What to watch out for while upgrading your health insurance policy amid rising medical cost

- Vedant Vichare

In 2016, Hyderabad-based Ankur Pathak's mother-in-law was diagnosed with Stage-III ovarian cancer, barely a month or two after undergoing angioplasty. The back-to-back medical emergencies left the family with limited funds to manage the treatment costs.

Though she had a reimbursement-based government health cover, the procedural delay and out-of-pocket expenses proved overwhelming. She passed away within three months, unable to continue chemotherapy.

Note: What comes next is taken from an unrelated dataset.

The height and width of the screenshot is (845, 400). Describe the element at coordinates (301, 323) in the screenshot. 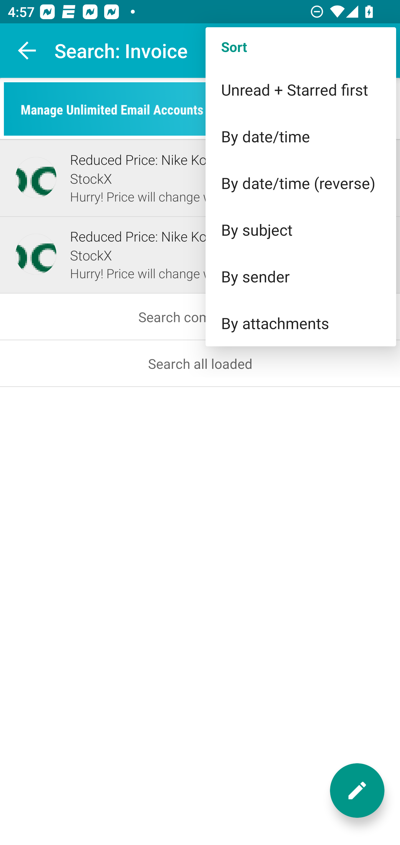

I see `By attachments` at that location.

The experience made Pathak realize the importance of having a strong insurance cover with adequate immediate support, regardless of employer-provided plans. He opted for ₹50 lakh base coverage, which would increase to ₹1 crore with no-claim bonuses.

More Indians are opting for ₹1-crore health covers as medical costs rise. Online insurance platform Policybazaar saw the number of such policies surge to 9,739 in 2024 from 4,427 policies in 2023. "In 2025, we've already sold 7,521 such policies by May," said Siddharth Singhal, health insurance head at Policybazaar, noting an 85% growth expectation for the year.

Why ₹1 crore?

Insurance advisors say ₹1 crore may feel excessive today, but five to 10 years down the line, it could be just about right. Medical inflation is pushing costs up fast. Data from the surgery-care company Hexa Health showed that the average severe illness claim in India doubles every 10 years.

For example, cancer treatment costs that hovered around ₹2-3 lakh in 2015 now average ₹4-6 lakh, and could touch ₹9 lakh by 2035. Meanwhile, a heart bypass that cost ₹3 lakh a decade ago may cost over ₹6 lakh by 2035.

While average treatment costs for severe illnesses provide a baseline, actual expenses often run significantly higher, especially in private hospitals and metro cities, where charges can be 2-3X the national average.

Additionally, illnesses rarely occur in isolation; follow-up treatments, diagnostics, and medications add recurring costs over time.